The House of Bishops begins its spring meeting today with a number of items on the agenda. A primary focus of the meeting will be faith-based reconciliation training as part of the preparations for this summer’s Lambeth Conference. The reconciliation workshops will be led by Canon Brian Cox, a nationally known figure in reconciliation work, and one of the two priests appointed as interim pastoral presence in the Diocese San Joaquin.
According to Cox, quoted in an Episcopal News Service article:
“‘We hope to stimulate a conversation in the House of Bishops about the place of reconciliation in the culture of the Episcopal Church,’ said Cox, who has engaged faith-based reconciliation training and seminars in the Middle East, the Sudan, Kashmir, Burundi and Korea.”
Additionally the House of Bishops will make decisions on whether or not Bishop Schofield has “abandoned the communion” of this church, a canonically determined action that, if he is found to have done, will lead to his formal removal from the ministry of the Episcopal Church.
According to the ENS article:
If a majority of bishops decide that Schofield has abandoned the communion, the Presiding Bishop will be canonically required to declare the see vacant and appoint a provisional bishop.
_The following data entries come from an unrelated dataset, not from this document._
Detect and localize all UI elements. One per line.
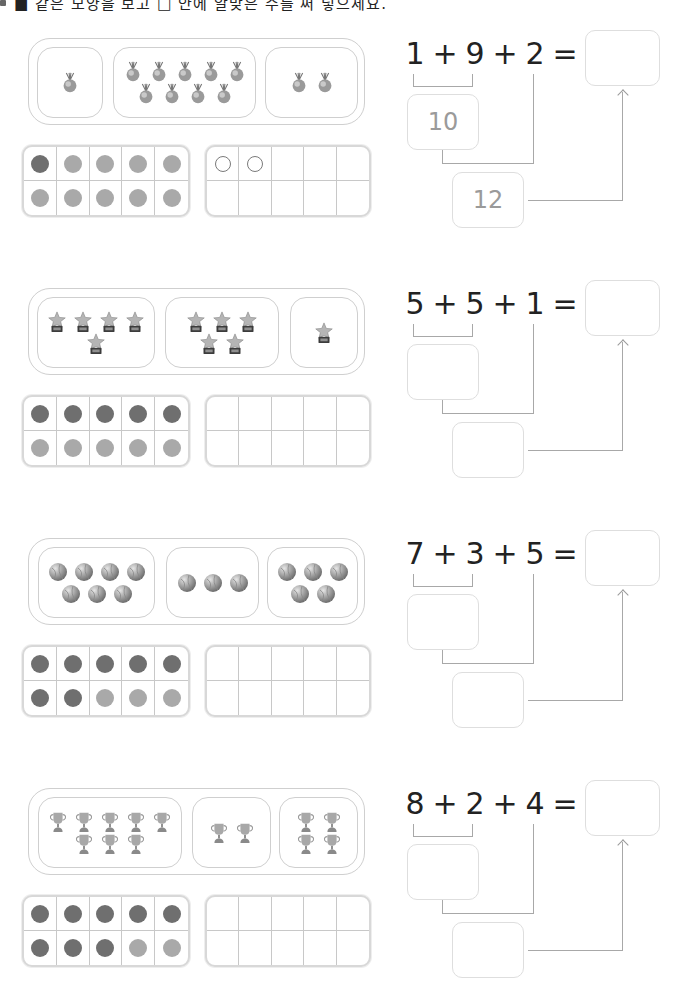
- second-sum-box[interactable]: [452, 672, 524, 728]
- ten-frame-cell[interactable]: [207, 647, 239, 681]
- ten-frame-cell[interactable]: [24, 147, 57, 181]
- ten-frame-cell[interactable]: [122, 897, 155, 931]
- ten-frame-cell[interactable]: [337, 681, 369, 715]
- final-answer-box[interactable]: [585, 530, 660, 586]
- ten-frame-cell[interactable]: [24, 931, 57, 965]
- ten-frame-cell[interactable]: [304, 431, 336, 465]
- ten-frame-cell[interactable]: [304, 147, 336, 181]
- ten-frame-cell[interactable]: [272, 647, 304, 681]
- ten-frame-cell[interactable]: [207, 397, 239, 431]
- ten-frame-cell[interactable]: [24, 181, 57, 215]
- ten-frame-cell[interactable]: [304, 931, 336, 965]
- ten-frame-cell[interactable]: [239, 681, 271, 715]
- ten-frame-cell[interactable]: [207, 431, 239, 465]
- ten-frame-cell[interactable]: [239, 181, 271, 215]
- ten-frame-cell[interactable]: [272, 431, 304, 465]
- ten-frame-cell[interactable]: [90, 897, 123, 931]
- ten-frame-cell[interactable]: [239, 397, 271, 431]
- ten-frame-cell[interactable]: [337, 431, 369, 465]
- ten-frame-cell[interactable]: [207, 147, 239, 181]
- ten-frame-cell[interactable]: [155, 397, 188, 431]
- ten-frame-cell[interactable]: [337, 181, 369, 215]
- first-sum-box[interactable]: 10: [407, 94, 479, 150]
- equals-sign: =: [547, 286, 583, 321]
- ten-frame-cell[interactable]: [24, 647, 57, 681]
- ten-frame-cell[interactable]: [155, 647, 188, 681]
- ten-frame-cell[interactable]: [90, 681, 123, 715]
- ten-frame-cell[interactable]: [272, 681, 304, 715]
- equation: 1+9+2=: [403, 36, 583, 71]
- first-sum-box[interactable]: [407, 344, 479, 400]
- ten-frame-cell[interactable]: [57, 681, 90, 715]
- ten-frame-cell[interactable]: [239, 647, 271, 681]
- ten-frame-cell[interactable]: [337, 147, 369, 181]
- ten-frame-cell[interactable]: [122, 681, 155, 715]
- ten-frame-cell[interactable]: [272, 897, 304, 931]
- plus-sign: +: [487, 36, 523, 71]
- ten-frame-cell[interactable]: [57, 181, 90, 215]
- ten-frame-cell[interactable]: [304, 181, 336, 215]
- ten-frame-cell[interactable]: [122, 647, 155, 681]
- ten-frame-cell[interactable]: [90, 181, 123, 215]
- ten-frame-cell[interactable]: [24, 897, 57, 931]
- ten-frame-cell[interactable]: [337, 931, 369, 965]
- ten-frame-cell[interactable]: [57, 397, 90, 431]
- ten-frame-cell[interactable]: [337, 397, 369, 431]
- ten-frame-cell[interactable]: [57, 897, 90, 931]
- ten-frame-cell[interactable]: [155, 431, 188, 465]
- ten-frame-cell[interactable]: [90, 647, 123, 681]
- ten-frame-cell[interactable]: [272, 181, 304, 215]
- ten-frame-cell[interactable]: [239, 897, 271, 931]
- ten-frame-cell[interactable]: [122, 931, 155, 965]
- ten-frame-cell[interactable]: [239, 431, 271, 465]
- ten-frame-cell[interactable]: [57, 431, 90, 465]
- ten-frame-cell[interactable]: [272, 147, 304, 181]
- ten-frame-cell[interactable]: [207, 181, 239, 215]
- ten-frame-cell[interactable]: [207, 897, 239, 931]
- ten-frame-cell[interactable]: [239, 147, 271, 181]
- ten-frame-cell[interactable]: [207, 681, 239, 715]
- second-sum-box[interactable]: [452, 422, 524, 478]
- final-answer-box[interactable]: [585, 780, 660, 836]
- ten-frame-cell[interactable]: [90, 147, 123, 181]
- ten-frame-cell[interactable]: [155, 147, 188, 181]
- filled-circle-icon: [96, 189, 114, 207]
- ten-frame-cell[interactable]: [239, 931, 271, 965]
- ten-frame-cell[interactable]: [304, 681, 336, 715]
- ten-frame-cell[interactable]: [155, 931, 188, 965]
- ten-frame-cell[interactable]: [122, 181, 155, 215]
- ten-frame-cell[interactable]: [90, 397, 123, 431]
- ten-frame-cell[interactable]: [337, 647, 369, 681]
- ten-frame-cell[interactable]: [122, 431, 155, 465]
- ten-frame-cell[interactable]: [57, 647, 90, 681]
- ten-frame-cell[interactable]: [24, 681, 57, 715]
- ten-frame-cell[interactable]: [155, 181, 188, 215]
- cup-trophy-icon: [235, 823, 255, 843]
- ten-frame-cell[interactable]: [57, 147, 90, 181]
- final-answer-box[interactable]: [585, 30, 660, 86]
- filled-circle-icon: [163, 405, 181, 423]
- ten-frame-cell[interactable]: [24, 397, 57, 431]
- cup-trophy-icon: [209, 823, 229, 843]
- ten-frame-cell[interactable]: [207, 931, 239, 965]
- ten-frame-cell[interactable]: [304, 647, 336, 681]
- ten-frame-cell[interactable]: [155, 897, 188, 931]
- ten-frame-cell[interactable]: [90, 431, 123, 465]
- second-sum-box[interactable]: [452, 922, 524, 978]
- ten-frame-cell[interactable]: [304, 897, 336, 931]
- ten-frame-cell[interactable]: [337, 897, 369, 931]
- ten-frame-cell[interactable]: [57, 931, 90, 965]
- ten-frame-cell[interactable]: [304, 397, 336, 431]
- ten-frame-cell[interactable]: [24, 431, 57, 465]
- cup-trophy-icon: [152, 812, 172, 832]
- ten-frame-cell[interactable]: [155, 681, 188, 715]
- final-answer-box[interactable]: [585, 280, 660, 336]
- ten-frame-cell[interactable]: [90, 931, 123, 965]
- ten-frame-cell[interactable]: [272, 931, 304, 965]
- first-sum-box[interactable]: [407, 844, 479, 900]
- ten-frame-cell[interactable]: [122, 147, 155, 181]
- ten-frame-cell[interactable]: [122, 397, 155, 431]
- second-sum-box[interactable]: 12: [452, 172, 524, 228]
- ten-frame-cell[interactable]: [272, 397, 304, 431]
- first-sum-box[interactable]: [407, 594, 479, 650]
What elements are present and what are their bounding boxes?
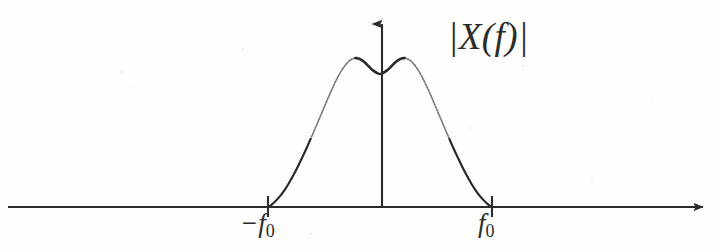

It is the last step expected in a process that began with the December 8 convention vote of the Central California diocese to leave TEC and realign with the Province of the Southern Cone. A series of developments followed: a Title IV Review Committee determined that Schofield had abandoned the communion; the Presiding Bishop informed the standing committee elected in December that they were no longer recognized as that body; a steering committee was appointed to organize an anticipated March 29 special convention to elect a provisional bishop.
[…]Schofield sent a letter, dated March 1, to Jefferts Schori, resigning from TEC’s House of Bishops. It was unclear if the letter would have any effect on the House of Bishops’ deliberations.
Bishop Schofield’s letter to the House can be view here.
Read the rest of the ENS report here.